Similarly, I would guess random changes are more likely to reduce population sizes than increase them (in the short term) because animals are somewhat finely tuned for their specific conditions, and if it’s the case that animal welfare is on average bad in the wild, then the expected decrease in average welfare would be made up for by a large enough reduction in the number of animals. If average welfare is positive or 0, then a random change seems bad in expectation.
In the long term, we need to compare equilibria, and I don’t have any reason to believe a random change leads to worse equilibria in expectation. EDIT: Sufficiently uncorrelated random changes (especially mutations) across individuals/populations provide variation that evolution can use to find better solutions. I have clulessness about a random change to a given population: it can drive it to extinction, or drive it in the direction towards greater intelligence and eventually colonizing space.
This means is that if we’re sufficiently confident that the short-term effects of a given intervention are good (and ignore the effects of the fact that we’re doing anything at all, e.g. effects on the movement, moral circle expansion), then without knowing more about the specifics of the intervention, we don’t have an overall reason to favour the status quo over the new equilibrium it would reach, other than possibly the costs to implement it. If it’s cost-effective in the short term and a wash in the long term, then it seems worth doing.
If we know enough about the specifics of the intervention, though, we can break symmetry or get stuck with complex cluelessness, and this seems likely to actually happen. But things could balance out through diversification with sufficiently many different such interventions that are cost-effective in the short term*, or by using some kind of careful hedging against potentially negative long term effects.
Similarly, I would guess random changes are more likely to reduce population sizes than increase them (in the short term) because animals are somewhat finely tuned for their specific conditions, and if it’s the case that animal welfare is on average bad in the wild, then the expected decrease in average welfare would be made up for by a large enough reduction in the number of animals. If average welfare is positive or 0, then a random change seems bad in expectation.
In the long term, we need to compare equilibria, and I don’t have any reason to believe a random change leads to worse equilibria in expectation. EDIT: Sufficiently uncorrelated random changes (especially mutations) across individuals/populations provide variation that evolution can use to find better solutions.
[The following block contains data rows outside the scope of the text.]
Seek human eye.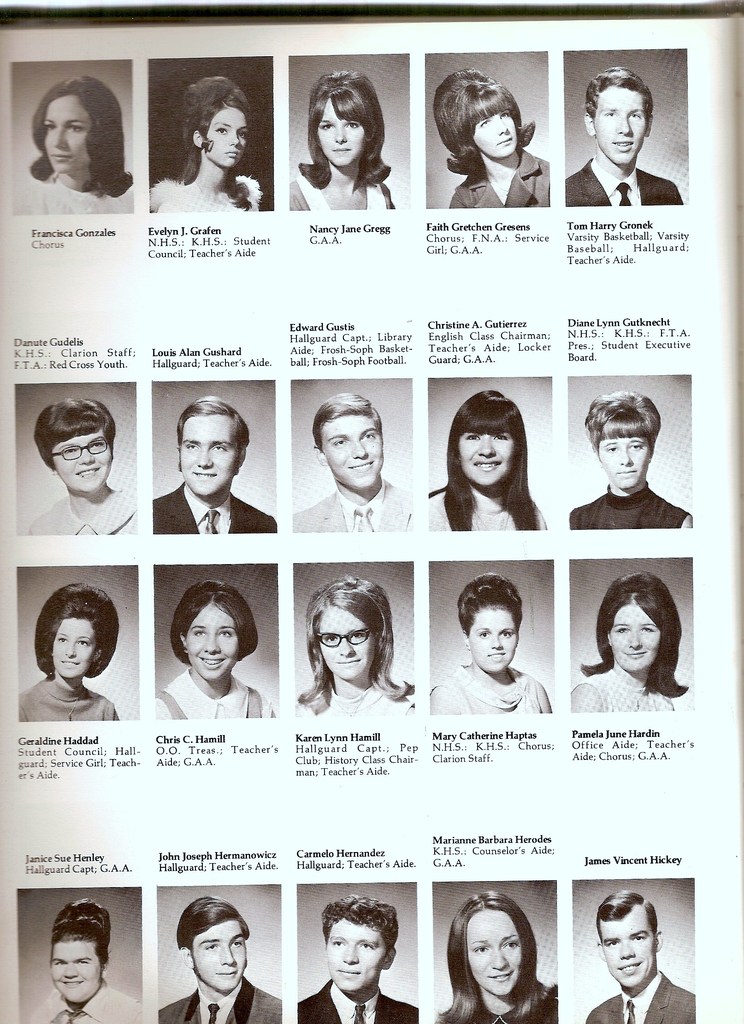
locate(361, 941, 376, 950).
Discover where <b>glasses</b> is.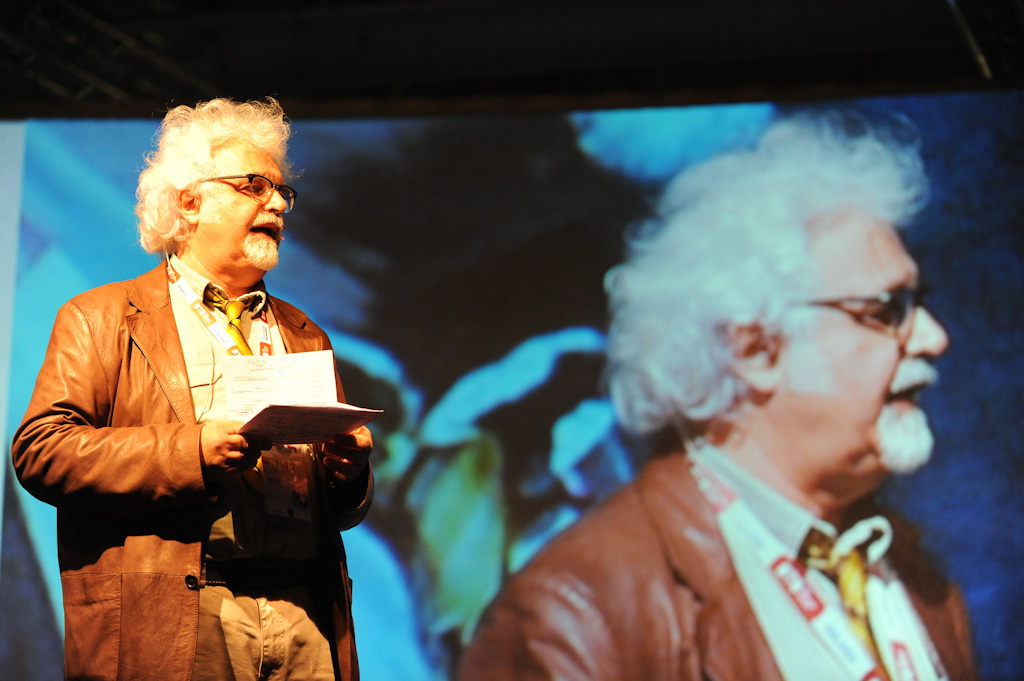
Discovered at box=[791, 282, 933, 346].
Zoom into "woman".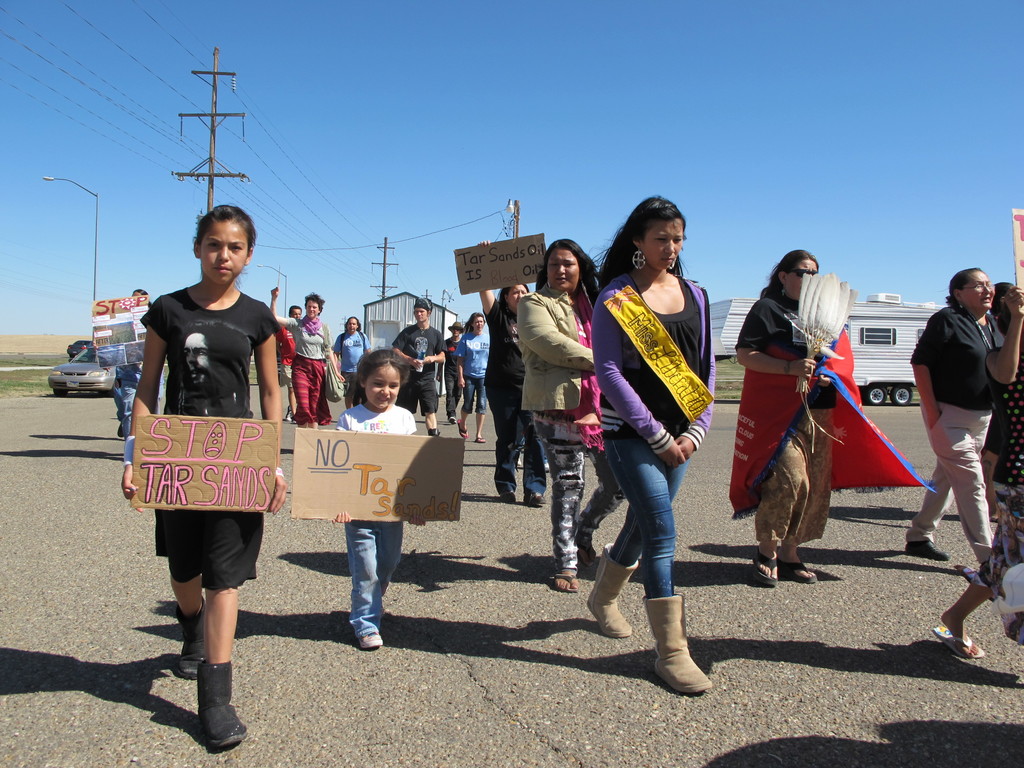
Zoom target: (514,240,624,597).
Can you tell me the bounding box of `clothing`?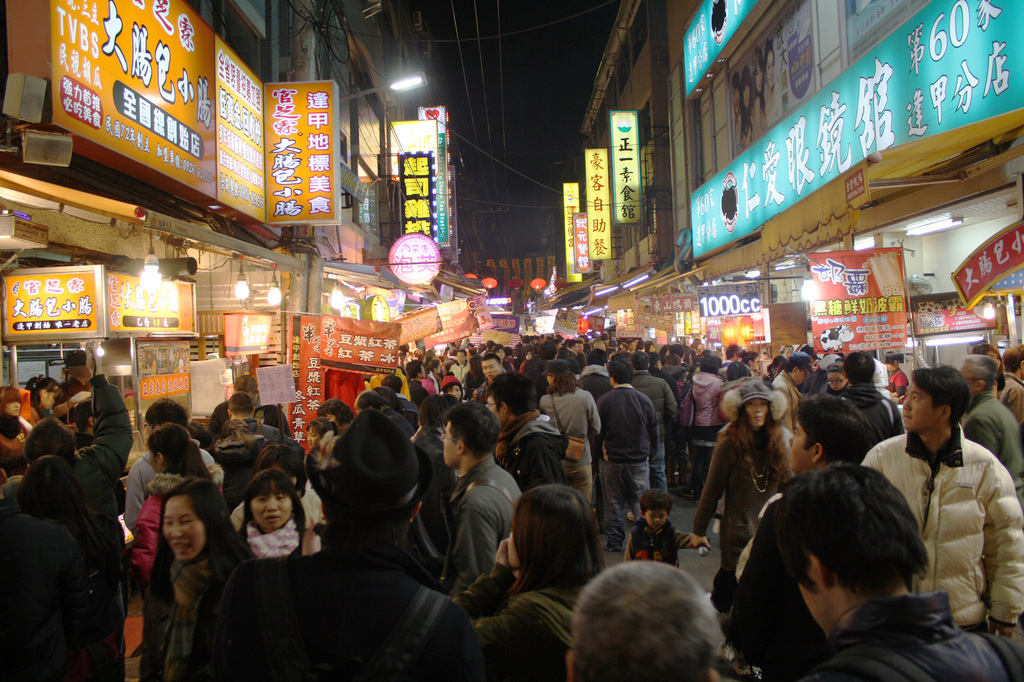
crop(125, 532, 255, 681).
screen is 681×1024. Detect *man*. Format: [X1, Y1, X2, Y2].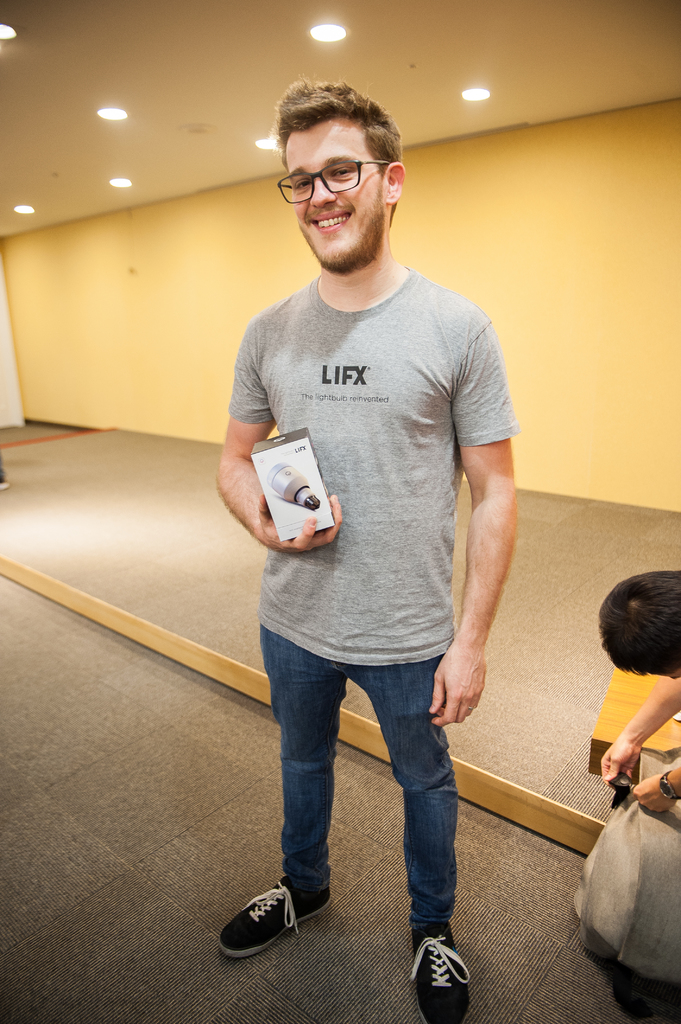
[200, 77, 529, 975].
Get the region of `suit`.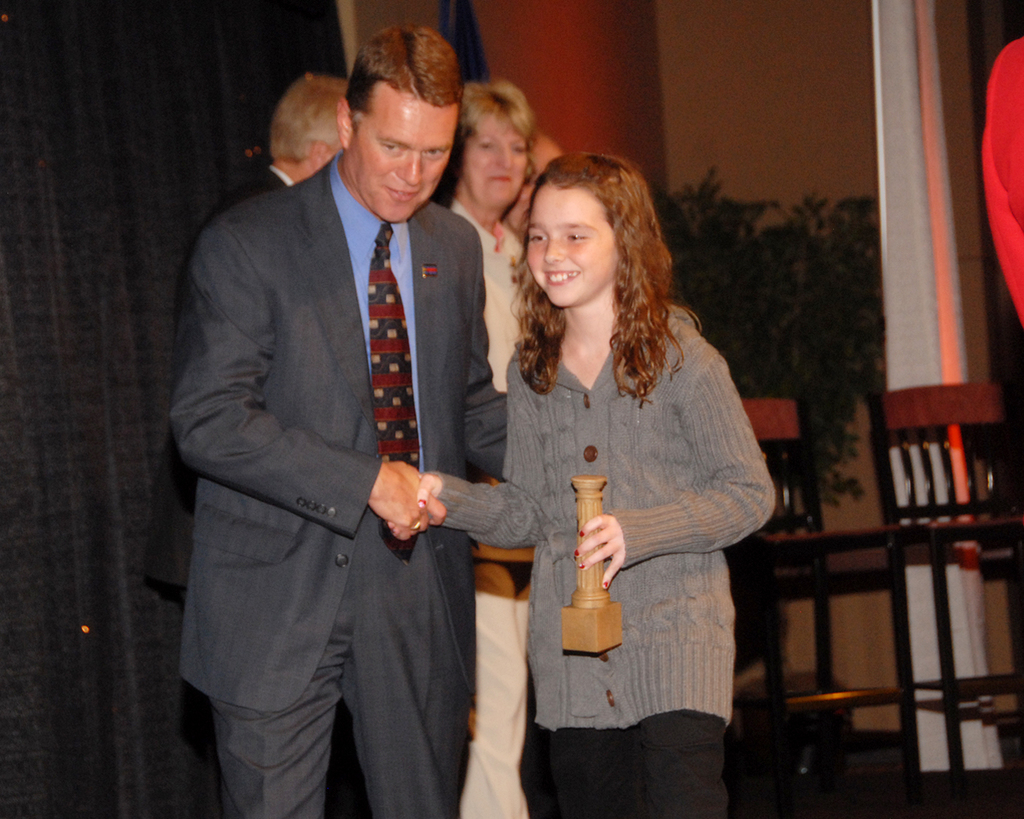
{"x1": 139, "y1": 161, "x2": 379, "y2": 818}.
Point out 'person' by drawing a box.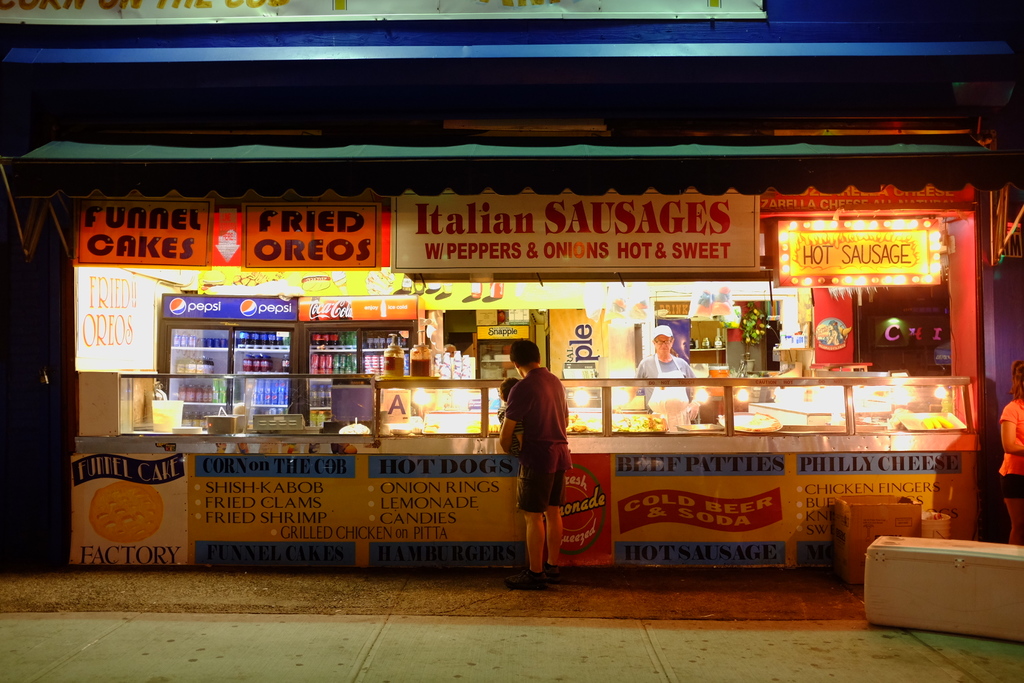
{"left": 611, "top": 325, "right": 705, "bottom": 427}.
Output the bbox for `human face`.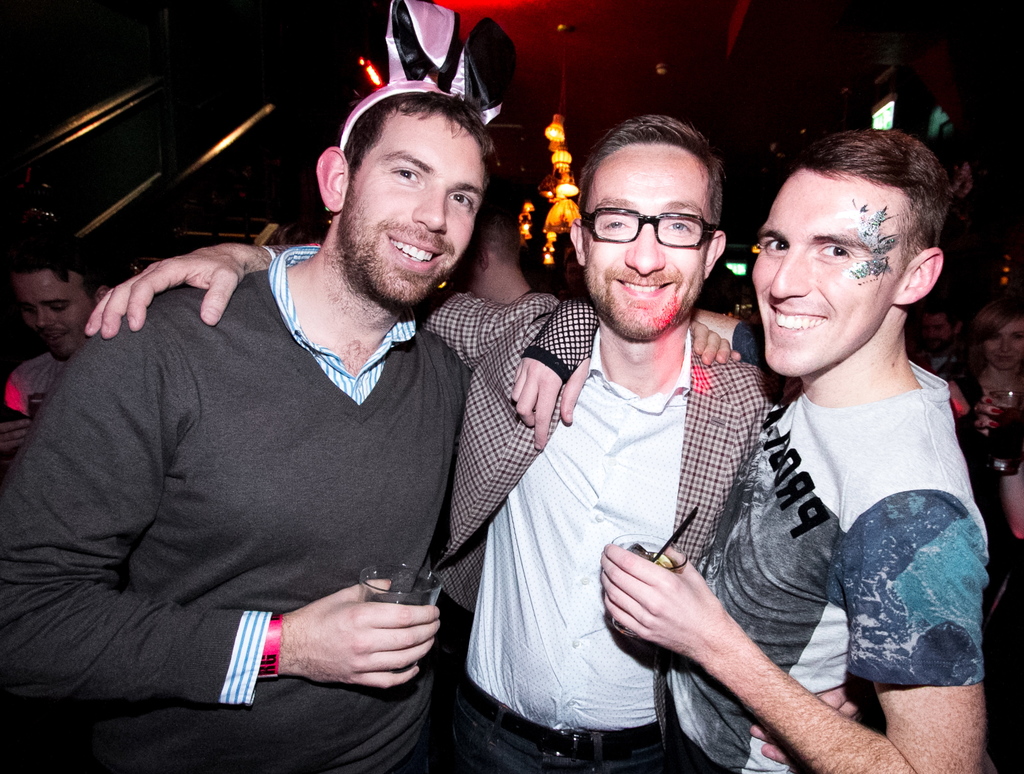
<region>348, 107, 486, 310</region>.
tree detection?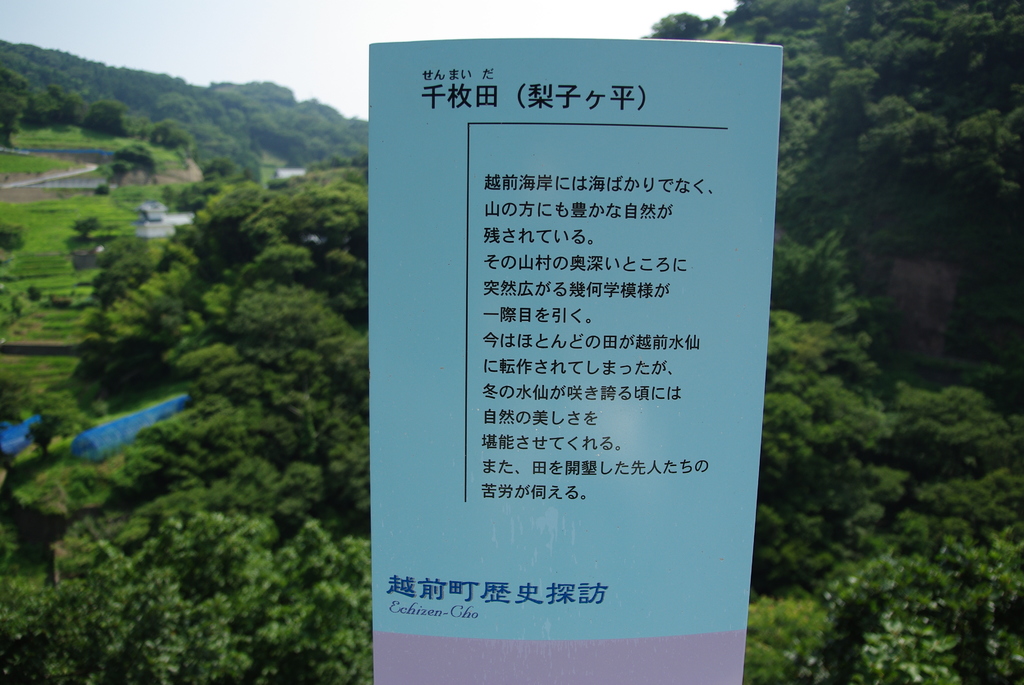
box(242, 166, 378, 282)
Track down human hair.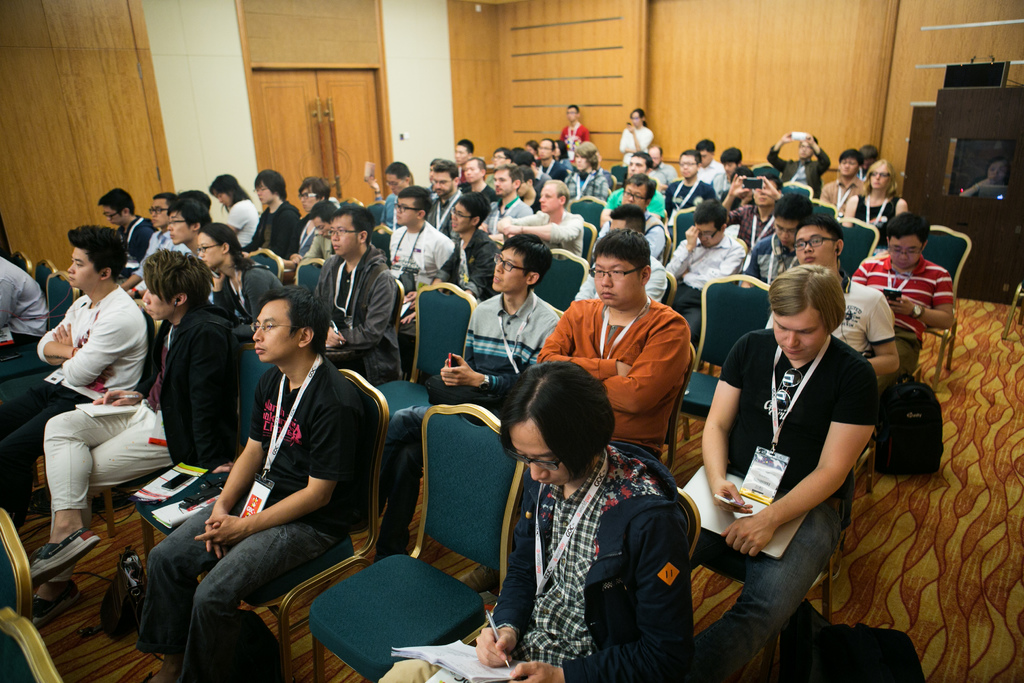
Tracked to left=201, top=220, right=259, bottom=272.
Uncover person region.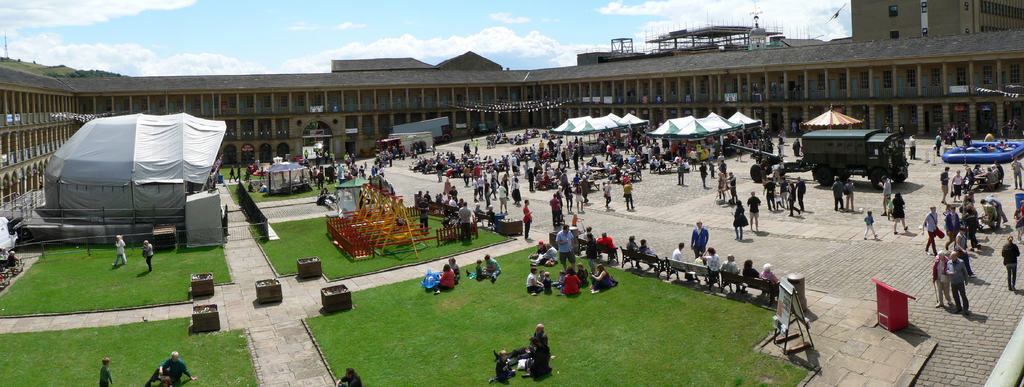
Uncovered: {"x1": 702, "y1": 164, "x2": 710, "y2": 185}.
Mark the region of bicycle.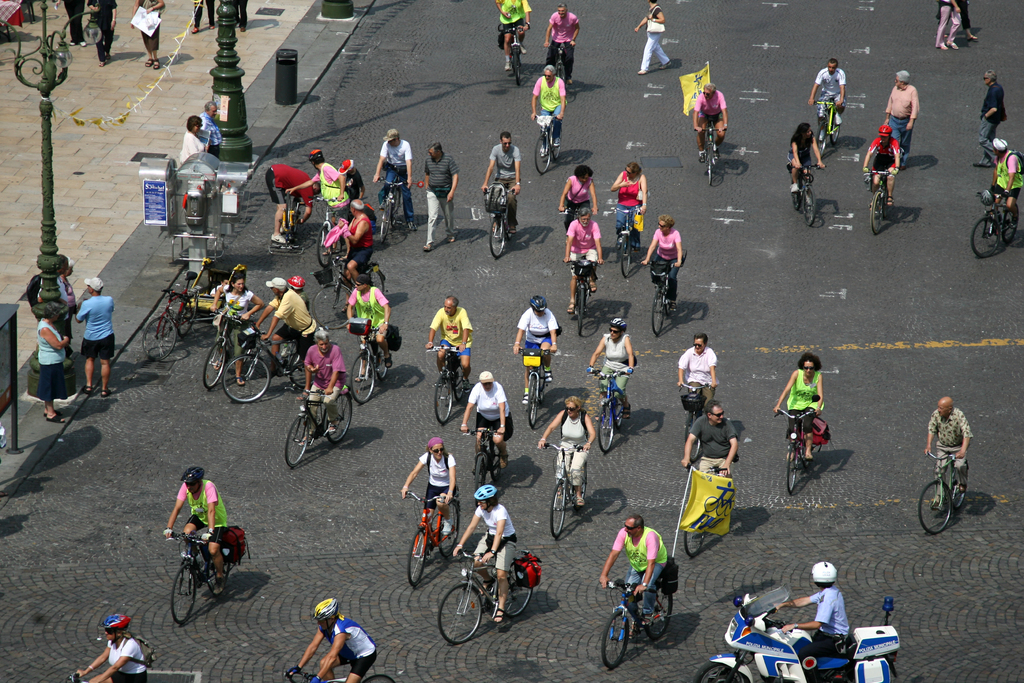
Region: <box>406,487,461,586</box>.
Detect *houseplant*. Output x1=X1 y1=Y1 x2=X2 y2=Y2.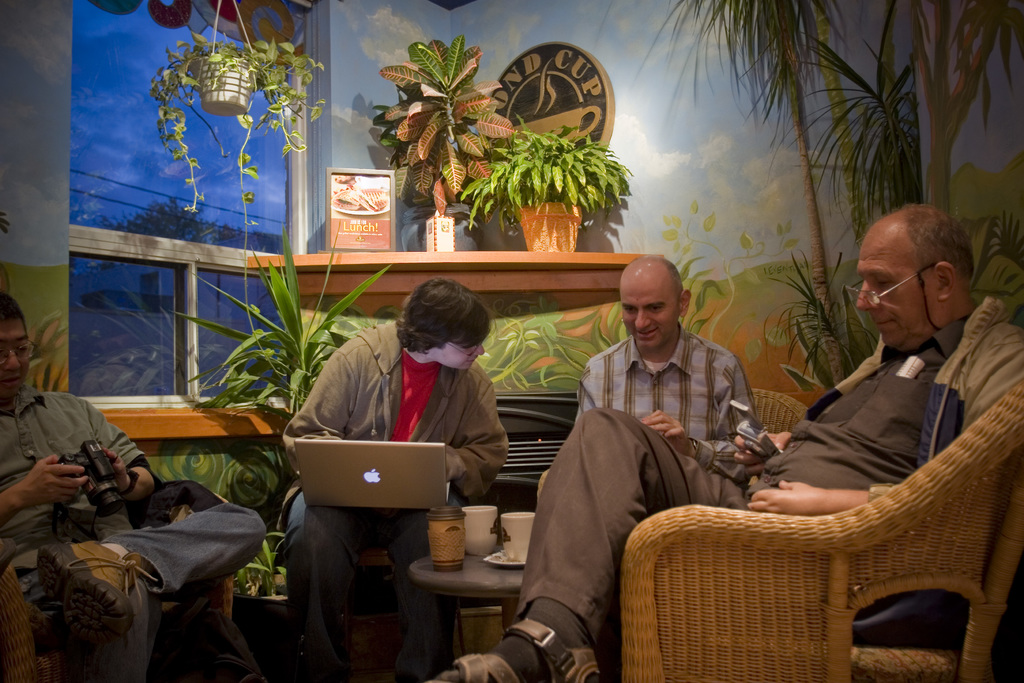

I have clulessness about a random change to a given population: it can drive it to extinction, or drive it in the direction towards greater intelligence and eventually colonizing space.
This means is that if we’re sufficiently confident that the short-term effects of a given intervention are good (and ignore the effects of the fact that we’re doing anything at all, e.g. effects on the movement, moral circle expansion), then without knowing more about the specifics of the intervention, we don’t have an overall reason to favour the status quo over the new equilibrium it would reach, other than possibly the costs to implement it. If it’s cost-effective in the short term and a wash in the long term, then it seems worth doing.
If we know enough about the specifics of the intervention, though, we can break symmetry or get stuck with complex cluelessness, and this seems likely to actually happen. But things could balance out through diversification with sufficiently many different such interventions that are cost-effective in the short term*, or by using some kind of careful hedging against potentially negative long term effects.
* And at any rate, “doing nothing” would be only one among the many interventions we could diversify across, and under some assumptions with high model ambiguity, would only make up a small part of the optimal portfolio.